==== Task inputs

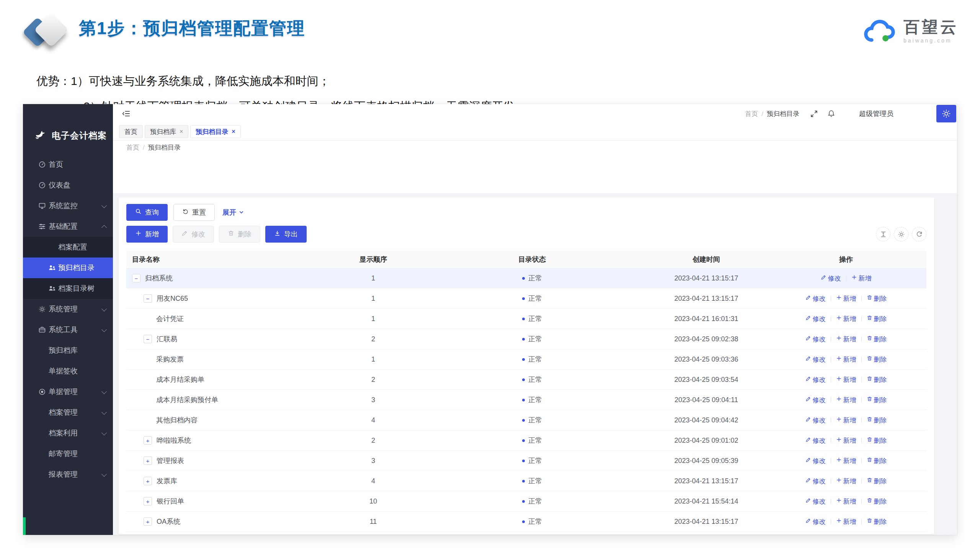  What do you see at coordinates (946, 114) in the screenshot?
I see `settings-button` at bounding box center [946, 114].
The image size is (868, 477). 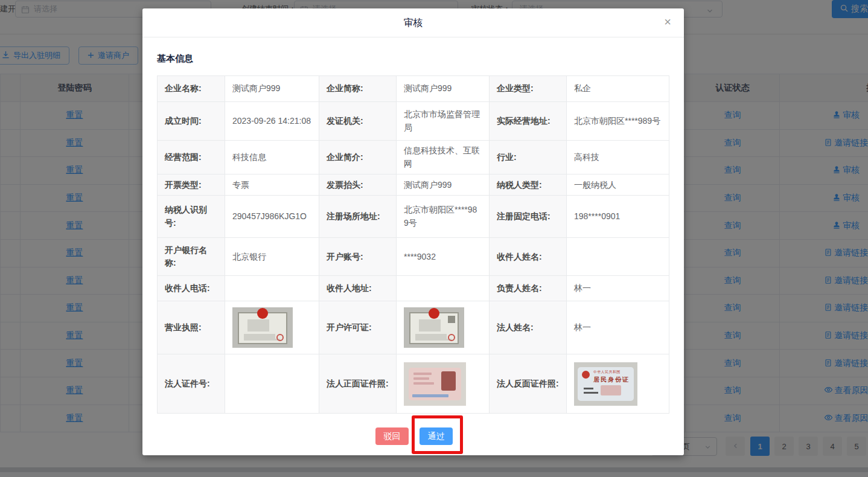 I want to click on field-value: 私企, so click(x=618, y=89).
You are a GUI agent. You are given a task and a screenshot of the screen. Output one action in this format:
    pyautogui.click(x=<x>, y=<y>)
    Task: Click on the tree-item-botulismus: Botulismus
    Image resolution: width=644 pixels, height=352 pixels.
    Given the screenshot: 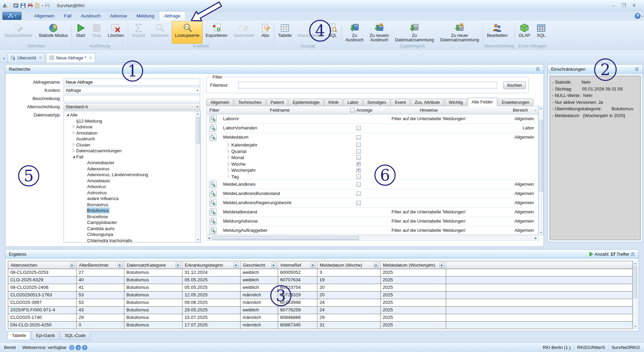 What is the action you would take?
    pyautogui.click(x=132, y=211)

========

■ **The task**
In the listing above, find the line containing "You are a GUI" and the line containing "Image resolution: width=644", then retype both and every line between them exactly, with nothing else.

■ **Final answer**
You are a GUI agent. You are given a task and a screenshot of the screen. Output one action in this format:
    pyautogui.click(x=<x>, y=<y>)
    Task: Click on the tree-item-botulismus: Botulismus
    Image resolution: width=644 pixels, height=352 pixels.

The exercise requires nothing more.